Interesting that this phenomenon does not so frequently occur with pharmaceuticals that address more empirically and chemically diagnosable symptoms and conditions.
There's less room for hype and august opinions when the medical condition is definable by blood chemistry, swellings, lesions or X-rays.

Psychiatric medications also require extra marketing slush funds because they are so often linked to "new violence" in previously non-violent patients, e.g., the many school
shootings that correlate to the prescriptions of such drugs.

Only in the psychiatric field do we get *this extent* of drug sales relying more upon experts’ word of mouth than upon demonstrable benefit with a minimum of side
effects--the yardstick most people would apply before taking any drug.

Shouldn’t the high decibel level of sales talks have been our first clue? These drugs’ erratic efficacy needed more marketing help than simple charts of their
effectiveness and harmful side effects would have produced.

By Dave Silberstein
From Los Angeles, CA, 12/05/2008

The profitability of Big Pharma at the expense of patient welfare is coming to light. Hooray. I'm hoping that the FDA, which has been a toothless tiger under Bush, will
finally come back to its mandate and reorganize the industry's priorities.

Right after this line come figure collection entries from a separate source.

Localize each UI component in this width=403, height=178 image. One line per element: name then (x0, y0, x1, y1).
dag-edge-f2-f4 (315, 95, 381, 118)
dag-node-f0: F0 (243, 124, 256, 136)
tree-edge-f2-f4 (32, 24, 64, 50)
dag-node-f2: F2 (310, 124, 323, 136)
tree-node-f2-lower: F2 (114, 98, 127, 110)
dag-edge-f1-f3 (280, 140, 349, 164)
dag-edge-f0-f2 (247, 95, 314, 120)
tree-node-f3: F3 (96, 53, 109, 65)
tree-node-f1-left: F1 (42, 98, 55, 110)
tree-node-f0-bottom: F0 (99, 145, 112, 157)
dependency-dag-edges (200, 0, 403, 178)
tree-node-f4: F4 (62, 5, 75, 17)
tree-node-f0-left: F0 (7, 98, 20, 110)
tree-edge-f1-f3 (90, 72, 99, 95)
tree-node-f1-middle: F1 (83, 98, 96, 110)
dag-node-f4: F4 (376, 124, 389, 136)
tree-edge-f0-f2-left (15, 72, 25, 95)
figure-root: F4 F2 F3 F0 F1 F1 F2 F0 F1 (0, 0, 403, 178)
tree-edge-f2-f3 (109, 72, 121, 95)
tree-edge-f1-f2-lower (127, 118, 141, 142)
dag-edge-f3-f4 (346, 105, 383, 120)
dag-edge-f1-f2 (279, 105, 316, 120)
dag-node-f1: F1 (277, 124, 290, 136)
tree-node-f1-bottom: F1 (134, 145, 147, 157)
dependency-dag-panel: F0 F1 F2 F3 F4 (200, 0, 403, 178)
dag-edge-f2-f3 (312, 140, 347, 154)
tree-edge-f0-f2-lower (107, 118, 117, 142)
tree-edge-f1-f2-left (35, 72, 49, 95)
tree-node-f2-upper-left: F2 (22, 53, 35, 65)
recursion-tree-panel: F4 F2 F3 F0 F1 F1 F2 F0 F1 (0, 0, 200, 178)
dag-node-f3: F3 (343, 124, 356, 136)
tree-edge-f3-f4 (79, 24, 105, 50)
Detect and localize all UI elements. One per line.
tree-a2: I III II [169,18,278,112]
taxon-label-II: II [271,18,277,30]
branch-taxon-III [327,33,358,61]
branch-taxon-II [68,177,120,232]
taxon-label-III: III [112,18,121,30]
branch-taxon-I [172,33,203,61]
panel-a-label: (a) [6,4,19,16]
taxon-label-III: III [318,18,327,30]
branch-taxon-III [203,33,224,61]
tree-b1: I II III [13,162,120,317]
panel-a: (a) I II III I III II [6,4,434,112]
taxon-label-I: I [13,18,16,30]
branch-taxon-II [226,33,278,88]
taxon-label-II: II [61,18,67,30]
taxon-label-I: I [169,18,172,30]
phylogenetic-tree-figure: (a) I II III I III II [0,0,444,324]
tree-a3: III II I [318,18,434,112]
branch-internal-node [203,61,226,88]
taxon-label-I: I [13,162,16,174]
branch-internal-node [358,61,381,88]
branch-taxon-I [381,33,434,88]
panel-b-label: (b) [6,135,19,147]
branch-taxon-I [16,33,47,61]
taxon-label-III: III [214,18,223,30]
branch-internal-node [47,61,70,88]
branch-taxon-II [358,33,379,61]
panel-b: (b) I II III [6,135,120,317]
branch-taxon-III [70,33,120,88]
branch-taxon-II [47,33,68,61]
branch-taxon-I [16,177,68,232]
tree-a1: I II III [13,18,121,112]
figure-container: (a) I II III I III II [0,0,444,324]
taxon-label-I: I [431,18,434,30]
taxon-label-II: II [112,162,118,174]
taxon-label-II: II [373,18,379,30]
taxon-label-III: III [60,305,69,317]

For in-depth background on this issue and especially how the psych drugmakers are having an adverse effect on national health, read "Comfortably Numb: How Psychiatry
is Medicating a Nation" by Charles Barber

By Alan Gilbertson
From Los Angeles, CA, 12/04/2008

Very on point, as this is a serious and increasing "marketing" issue. The biggest culprits in this arena are the psychiatric profession and their professional body, the APA,
who collect millions annually to promote pharmaceuticals not only to their own colleagues, but to general practitioners. The issue becomes even more serious when
promotion of off-label leads to the deaths and disablity of thousands of uninformed patients from side effects. Europe is way ahead of us in coming down hard on this kind
of thing. We need to do much, much better.

By Gaiko Kyofusho
From NC, 12/04/2008

Isn't there a site that does this nationwide? (not that i know how they would do this). I thought that i heard something about this, i am kicking myself for not writing down
info about it because i can't seem to find it via google/yahoo/msn.